Knowledge Center
Fuses, explained
Guides, comparisons and how-tos from our applications team. Understand the part, then find it in the catalogue. More articles are being added — check back soon.
How to Read a Fuse: Amp Rating, Voltage & Color Codes
A fuse encodes at least four specs beyond the amp number. Here's how to decode the markings and use colour codes as a cross-check.
Read → Guides30 Amp Fuse Guide: Types, Uses & How to Pick
30 amp is a rating, not a shape — the same 30A rating comes as blade, JCASE, glass-tube, plug and stud-mount fuses. Here's how to identify the right type, verify the spec, and avoid the two mistakes that create hazards.
Read → GuidesComplete Guide to Fuse Types (with Diagrams)
Fuses sort by reset behaviour, speed, AC/DC, breaking capacity and form factor. Here's the map of every common family and where you'll meet it.
Read → GuidesChoosing a Solar PV Fuse: 1000V vs 1500V DC
A solar string fuse must be gPV-rated and matched to the array's maximum cold-corrected voltage and string current — ordinary DC fuses won't do.
Read → ComparisonsIsolator Switch vs Fuse Switch Disconnector
An isolator creates a verified break for maintenance; a fuse switch disconnector adds on-load switching and HRC fuse protection. The label rating is what matters.
Read → ComparisonsHRC Fuse vs Semiconductor Fuse Explained
Both are ceramic HRC bodies, but gG and aR fuses do opposite jobs — cable protection vs semiconductor protection — and aren't interchangeable.
Read → GuidesFuse Sizing Guide: Choosing the Right Amp Rating
Correct fuse sizing is a two-part check: big enough for normal load and startup surges, small enough to protect the wire. Both must pass.
Read → How-tosHow to Test a Fuse with a Multimeter
You can't trust your eyes on a blown fuse. A multimeter continuity or voltage test gives a definitive answer in seconds — here's both methods.
Read → How-tosHow to Replace a Blown Fuse Safely
Replacing a fuse safely means matching the exact rating, de-energising first, and stopping if the new fuse blows again — never upsizing or bypassing.
Read → ComparisonsFuse vs Circuit Breaker: Which Do You Need?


Try it - Determine how many lines in the entries below include "icon". The reply should be that number and nothing else.

Information shown -
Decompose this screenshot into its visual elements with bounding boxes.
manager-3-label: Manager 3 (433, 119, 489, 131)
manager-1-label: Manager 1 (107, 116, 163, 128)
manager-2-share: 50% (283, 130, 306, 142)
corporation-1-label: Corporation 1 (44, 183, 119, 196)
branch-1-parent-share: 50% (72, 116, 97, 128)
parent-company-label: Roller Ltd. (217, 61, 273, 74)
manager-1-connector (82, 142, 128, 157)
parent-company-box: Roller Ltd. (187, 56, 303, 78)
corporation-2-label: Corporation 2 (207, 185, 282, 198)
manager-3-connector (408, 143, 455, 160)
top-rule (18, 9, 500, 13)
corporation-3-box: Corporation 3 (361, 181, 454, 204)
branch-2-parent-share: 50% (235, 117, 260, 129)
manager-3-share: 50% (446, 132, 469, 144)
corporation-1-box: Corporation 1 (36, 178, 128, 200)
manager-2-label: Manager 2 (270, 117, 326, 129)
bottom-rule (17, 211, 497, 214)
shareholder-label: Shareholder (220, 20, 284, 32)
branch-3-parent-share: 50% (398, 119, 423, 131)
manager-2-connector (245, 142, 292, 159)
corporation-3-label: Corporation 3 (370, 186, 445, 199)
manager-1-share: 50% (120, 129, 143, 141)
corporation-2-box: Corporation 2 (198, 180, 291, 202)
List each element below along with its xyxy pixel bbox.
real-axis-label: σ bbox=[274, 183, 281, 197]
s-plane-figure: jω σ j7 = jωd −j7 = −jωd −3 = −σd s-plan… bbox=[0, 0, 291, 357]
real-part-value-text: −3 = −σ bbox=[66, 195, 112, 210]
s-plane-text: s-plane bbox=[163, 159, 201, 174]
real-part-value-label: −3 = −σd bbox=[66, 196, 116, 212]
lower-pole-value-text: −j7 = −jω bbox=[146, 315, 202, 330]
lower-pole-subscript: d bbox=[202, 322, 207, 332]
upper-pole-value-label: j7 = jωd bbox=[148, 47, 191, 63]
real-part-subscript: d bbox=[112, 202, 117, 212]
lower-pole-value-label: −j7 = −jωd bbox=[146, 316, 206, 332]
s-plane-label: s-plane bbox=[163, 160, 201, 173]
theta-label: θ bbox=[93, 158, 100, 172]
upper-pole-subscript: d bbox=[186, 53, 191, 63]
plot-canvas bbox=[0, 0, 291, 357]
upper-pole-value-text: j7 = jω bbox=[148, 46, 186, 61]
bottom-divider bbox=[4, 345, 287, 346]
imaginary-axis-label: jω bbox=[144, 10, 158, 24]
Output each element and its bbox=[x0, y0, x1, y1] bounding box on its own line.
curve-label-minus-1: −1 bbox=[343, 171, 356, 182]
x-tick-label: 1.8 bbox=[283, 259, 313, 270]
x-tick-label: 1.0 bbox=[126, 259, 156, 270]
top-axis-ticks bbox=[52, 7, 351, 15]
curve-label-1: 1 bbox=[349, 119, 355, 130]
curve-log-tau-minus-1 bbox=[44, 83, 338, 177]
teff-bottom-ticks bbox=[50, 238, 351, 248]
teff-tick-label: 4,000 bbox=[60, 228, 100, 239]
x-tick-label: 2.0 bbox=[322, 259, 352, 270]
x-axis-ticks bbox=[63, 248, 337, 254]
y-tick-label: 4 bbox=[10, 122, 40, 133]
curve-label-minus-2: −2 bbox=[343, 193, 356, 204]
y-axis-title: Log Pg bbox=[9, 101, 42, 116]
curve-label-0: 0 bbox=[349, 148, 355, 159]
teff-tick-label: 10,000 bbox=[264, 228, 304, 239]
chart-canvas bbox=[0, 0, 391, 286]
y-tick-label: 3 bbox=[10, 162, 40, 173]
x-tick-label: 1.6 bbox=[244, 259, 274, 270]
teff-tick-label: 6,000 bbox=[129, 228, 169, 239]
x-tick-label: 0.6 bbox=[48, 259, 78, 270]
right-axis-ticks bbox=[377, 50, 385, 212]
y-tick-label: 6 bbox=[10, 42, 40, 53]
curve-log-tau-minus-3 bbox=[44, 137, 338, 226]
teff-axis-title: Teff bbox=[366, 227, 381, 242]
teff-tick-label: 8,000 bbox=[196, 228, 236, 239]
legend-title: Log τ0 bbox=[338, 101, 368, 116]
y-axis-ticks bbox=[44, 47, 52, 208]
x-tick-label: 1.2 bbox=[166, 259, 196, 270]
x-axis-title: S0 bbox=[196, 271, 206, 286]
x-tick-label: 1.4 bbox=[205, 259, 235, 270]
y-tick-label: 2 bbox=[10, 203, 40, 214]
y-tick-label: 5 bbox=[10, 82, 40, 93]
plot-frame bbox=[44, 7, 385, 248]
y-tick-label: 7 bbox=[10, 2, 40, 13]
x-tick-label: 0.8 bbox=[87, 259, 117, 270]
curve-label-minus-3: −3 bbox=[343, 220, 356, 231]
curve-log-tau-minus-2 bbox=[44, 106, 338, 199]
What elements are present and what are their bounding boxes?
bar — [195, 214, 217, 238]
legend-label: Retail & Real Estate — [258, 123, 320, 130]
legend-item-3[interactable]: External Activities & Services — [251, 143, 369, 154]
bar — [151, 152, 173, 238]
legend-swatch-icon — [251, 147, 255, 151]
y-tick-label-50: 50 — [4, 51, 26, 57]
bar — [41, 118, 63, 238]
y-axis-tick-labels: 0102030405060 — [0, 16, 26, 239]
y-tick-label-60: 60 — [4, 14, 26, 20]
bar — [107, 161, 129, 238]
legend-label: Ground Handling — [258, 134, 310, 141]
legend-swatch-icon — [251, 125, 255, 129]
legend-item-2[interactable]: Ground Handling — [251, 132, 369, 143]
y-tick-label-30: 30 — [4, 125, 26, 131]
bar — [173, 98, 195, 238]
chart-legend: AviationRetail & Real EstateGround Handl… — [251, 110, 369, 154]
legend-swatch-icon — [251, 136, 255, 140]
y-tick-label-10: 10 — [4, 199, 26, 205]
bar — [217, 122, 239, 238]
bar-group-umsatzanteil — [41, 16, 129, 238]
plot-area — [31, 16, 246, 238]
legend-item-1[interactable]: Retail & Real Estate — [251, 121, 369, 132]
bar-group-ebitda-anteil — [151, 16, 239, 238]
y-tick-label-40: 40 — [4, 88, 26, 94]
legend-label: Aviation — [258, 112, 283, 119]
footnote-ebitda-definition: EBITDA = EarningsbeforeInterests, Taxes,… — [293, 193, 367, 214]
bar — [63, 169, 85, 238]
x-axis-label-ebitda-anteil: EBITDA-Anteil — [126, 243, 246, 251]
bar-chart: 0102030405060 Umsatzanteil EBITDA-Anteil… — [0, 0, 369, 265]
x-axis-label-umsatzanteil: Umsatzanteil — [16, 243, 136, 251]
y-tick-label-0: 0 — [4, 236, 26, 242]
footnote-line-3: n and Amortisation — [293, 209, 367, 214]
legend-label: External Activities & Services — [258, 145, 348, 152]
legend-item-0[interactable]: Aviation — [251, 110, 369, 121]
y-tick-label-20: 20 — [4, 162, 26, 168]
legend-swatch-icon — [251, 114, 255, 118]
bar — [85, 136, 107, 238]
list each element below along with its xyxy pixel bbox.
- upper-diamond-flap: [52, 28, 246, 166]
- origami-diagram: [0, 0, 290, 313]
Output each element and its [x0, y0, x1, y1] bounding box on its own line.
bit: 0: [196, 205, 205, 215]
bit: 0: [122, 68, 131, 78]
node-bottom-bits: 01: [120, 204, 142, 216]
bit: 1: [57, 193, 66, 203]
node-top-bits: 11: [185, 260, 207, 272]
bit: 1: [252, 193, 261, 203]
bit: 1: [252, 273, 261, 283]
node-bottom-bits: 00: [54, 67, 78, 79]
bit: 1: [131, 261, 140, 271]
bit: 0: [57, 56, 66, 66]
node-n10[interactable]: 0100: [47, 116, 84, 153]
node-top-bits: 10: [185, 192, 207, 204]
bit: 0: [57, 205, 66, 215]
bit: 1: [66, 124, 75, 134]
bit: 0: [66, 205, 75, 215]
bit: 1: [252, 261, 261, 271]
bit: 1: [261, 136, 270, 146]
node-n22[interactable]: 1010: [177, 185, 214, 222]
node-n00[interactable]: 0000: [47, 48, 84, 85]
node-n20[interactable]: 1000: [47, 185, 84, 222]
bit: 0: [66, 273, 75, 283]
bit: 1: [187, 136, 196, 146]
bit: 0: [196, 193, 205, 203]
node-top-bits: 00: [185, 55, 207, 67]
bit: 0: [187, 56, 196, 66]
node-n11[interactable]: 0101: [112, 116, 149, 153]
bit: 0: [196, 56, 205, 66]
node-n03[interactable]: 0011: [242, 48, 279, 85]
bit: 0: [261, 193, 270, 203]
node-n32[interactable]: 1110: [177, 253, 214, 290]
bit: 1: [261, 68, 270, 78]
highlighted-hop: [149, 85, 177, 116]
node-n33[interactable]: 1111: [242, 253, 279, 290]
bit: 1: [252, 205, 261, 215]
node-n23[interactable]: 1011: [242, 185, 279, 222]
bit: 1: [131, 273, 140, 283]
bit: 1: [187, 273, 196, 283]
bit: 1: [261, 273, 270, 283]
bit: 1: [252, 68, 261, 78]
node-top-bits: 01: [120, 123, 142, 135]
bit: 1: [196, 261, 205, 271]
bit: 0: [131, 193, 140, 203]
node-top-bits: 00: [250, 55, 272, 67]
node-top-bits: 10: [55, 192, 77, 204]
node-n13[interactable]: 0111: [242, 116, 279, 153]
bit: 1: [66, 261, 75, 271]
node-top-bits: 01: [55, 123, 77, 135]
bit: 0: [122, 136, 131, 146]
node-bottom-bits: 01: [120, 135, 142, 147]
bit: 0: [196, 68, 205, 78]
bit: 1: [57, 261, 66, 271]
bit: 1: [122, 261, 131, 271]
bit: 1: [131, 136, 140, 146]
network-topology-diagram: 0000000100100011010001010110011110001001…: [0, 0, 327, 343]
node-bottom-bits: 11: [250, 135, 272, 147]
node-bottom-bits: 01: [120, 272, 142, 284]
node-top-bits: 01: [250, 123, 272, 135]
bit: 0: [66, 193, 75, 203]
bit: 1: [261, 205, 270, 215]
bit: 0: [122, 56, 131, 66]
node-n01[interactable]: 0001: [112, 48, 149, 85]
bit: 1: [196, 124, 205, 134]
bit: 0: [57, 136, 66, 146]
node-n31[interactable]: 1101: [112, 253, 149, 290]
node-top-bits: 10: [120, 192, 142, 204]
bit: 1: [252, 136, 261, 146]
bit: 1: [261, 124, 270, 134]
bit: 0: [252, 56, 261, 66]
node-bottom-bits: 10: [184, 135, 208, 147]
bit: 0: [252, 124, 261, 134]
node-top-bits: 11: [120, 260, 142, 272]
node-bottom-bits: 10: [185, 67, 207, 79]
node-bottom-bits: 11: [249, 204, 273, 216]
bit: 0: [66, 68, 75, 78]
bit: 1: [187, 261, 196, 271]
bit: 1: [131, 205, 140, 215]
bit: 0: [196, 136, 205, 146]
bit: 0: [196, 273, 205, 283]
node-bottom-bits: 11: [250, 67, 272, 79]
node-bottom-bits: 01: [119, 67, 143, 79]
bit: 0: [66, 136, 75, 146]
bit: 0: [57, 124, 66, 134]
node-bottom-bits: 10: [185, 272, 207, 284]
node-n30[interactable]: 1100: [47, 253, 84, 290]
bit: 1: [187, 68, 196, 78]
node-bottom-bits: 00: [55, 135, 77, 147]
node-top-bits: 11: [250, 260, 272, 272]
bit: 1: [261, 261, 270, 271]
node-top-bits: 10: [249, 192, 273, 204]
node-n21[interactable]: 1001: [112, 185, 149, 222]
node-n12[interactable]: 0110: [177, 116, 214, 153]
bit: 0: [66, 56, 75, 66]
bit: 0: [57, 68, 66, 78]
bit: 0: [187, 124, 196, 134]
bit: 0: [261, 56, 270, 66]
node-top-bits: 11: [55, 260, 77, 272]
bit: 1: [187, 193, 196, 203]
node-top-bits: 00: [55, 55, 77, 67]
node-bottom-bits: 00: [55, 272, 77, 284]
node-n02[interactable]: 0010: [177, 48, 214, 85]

Your solution - 4